As far as I can tell, this is a definitional dispute. There are many traits that females express in modern society. I take essentialist theory to be saying that all of these traits are based in sex, not in gender.
As you say, this is wrong—lots of these traits are gender and would disappear if feminist social engineering succeeded. Only those traits actually based on sex would remain
I was criticizing the position you expressed that men have literally nothing to say about the dividing line between female gender and female sex. For example, a man can say “Getting pregnant is an expression of sex, not gender” or “Wearing dresses is an expression of gender, not sex.”
Men have literally nothing to say about the experiences of women under patriarchy, which is the basis of feminism.
Let’s ignore for the moment whether all feminists do or should believe this.
Is you position that men have nothing useful to say about how to end patriarchy?

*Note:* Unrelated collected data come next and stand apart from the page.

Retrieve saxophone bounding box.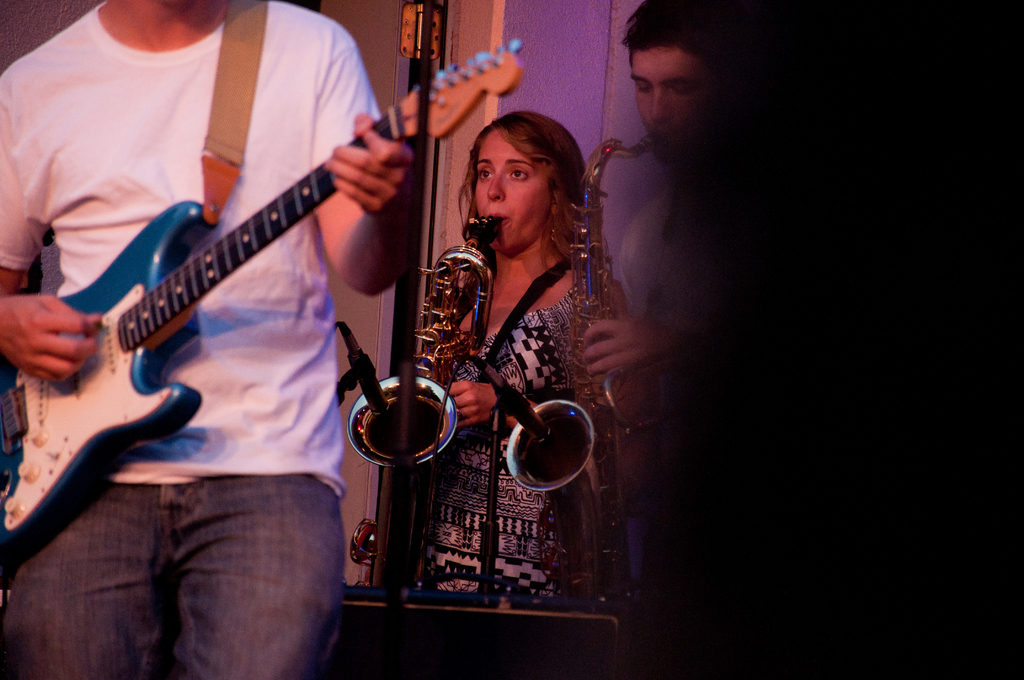
Bounding box: locate(501, 125, 656, 649).
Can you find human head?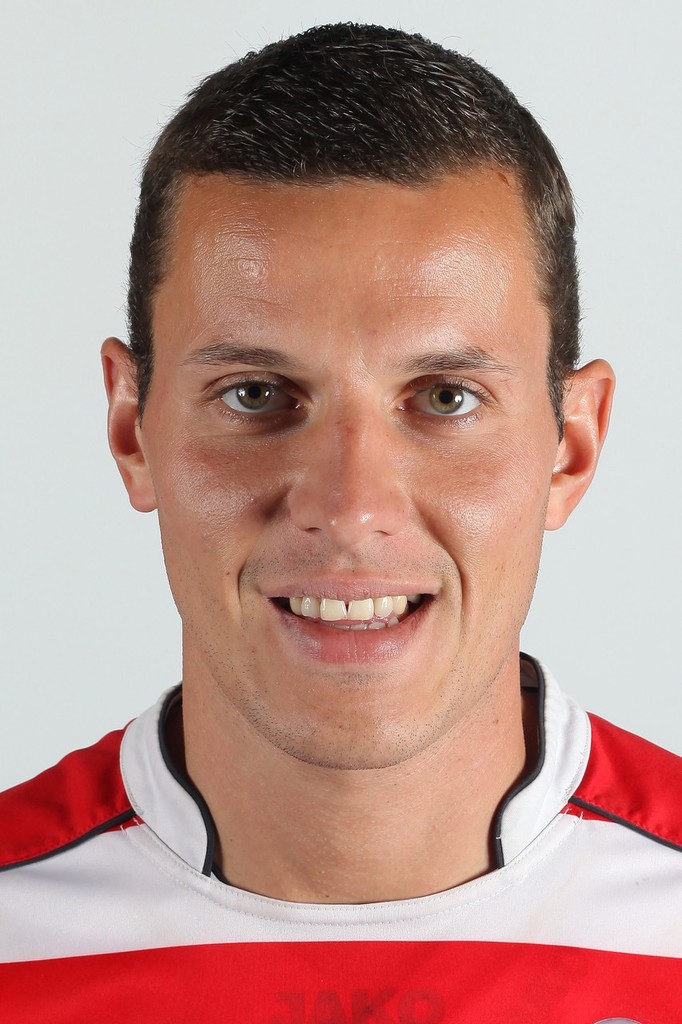
Yes, bounding box: bbox=(135, 0, 610, 750).
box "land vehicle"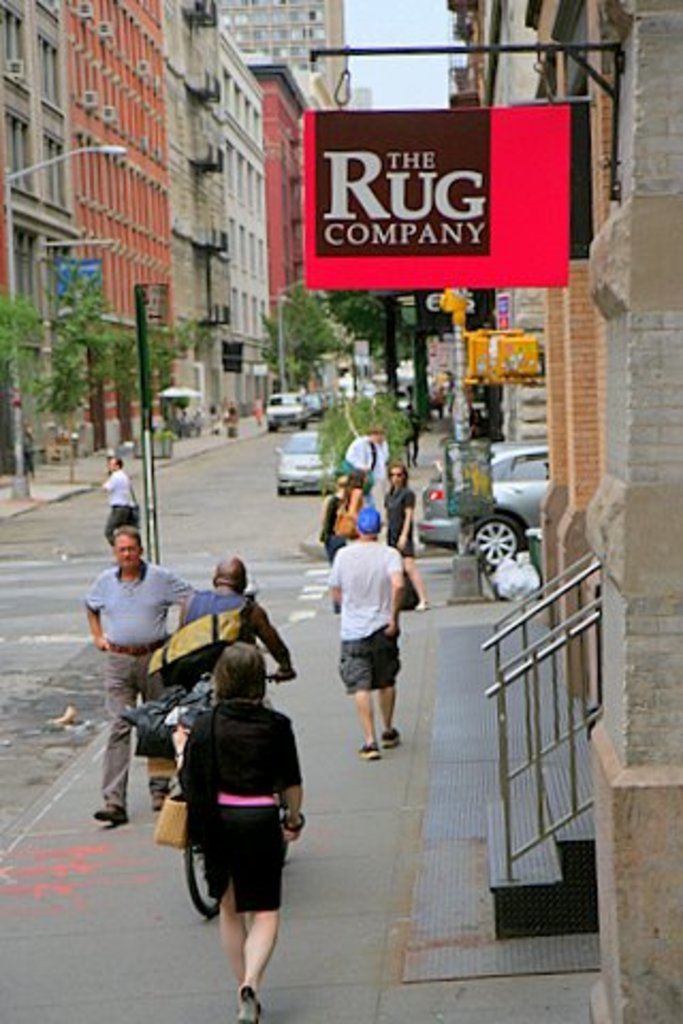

Because that looks a lot like the stereotypical patriarchal assertion that women have nothing useful to say about how society should work. It seems to me that the counter-argument to that position should work just as well to justify male participation in the intellectual process that hopefully leads to the reshaping of society to make it more gender equal.
As far as I can tell, this is a definitional dispute. There are many traits that females express in modern society. I take essentialist theory to be saying that all of these traits are based in sex, not in gender.

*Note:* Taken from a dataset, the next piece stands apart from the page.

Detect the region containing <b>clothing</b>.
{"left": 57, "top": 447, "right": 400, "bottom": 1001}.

As you say, this is wrong—lots of these traits are gender and would disappear if feminist social engineering succeeded. Only those traits actually based on sex would remain
I was criticizing the position you expressed that men have literally nothing to say about the dividing line between female gender and female sex. For example, a man can say “Getting pregnant is an expression of sex, not gender” or “Wearing dresses is an expression of gender, not sex.”
You seem to have targeted a problem that I don’t care about, so we’ve miscommunicated at some point.
Men have literally nothing to say about the experiences of women under patriarchy, which is the basis of feminism.
Let’s ignore for the moment whether all feminists do or should believe this.
Is you position that men have nothing useful to say about how to end patriarchy? Because that looks a lot like the stereotypical patriarchal assertion that women have nothing useful to say about how society should work. It seems to me that the counter-argument to that position should work just as well to justify male participation in the intellectual process that hopefully leads to the reshaping of society to make it more gender equal.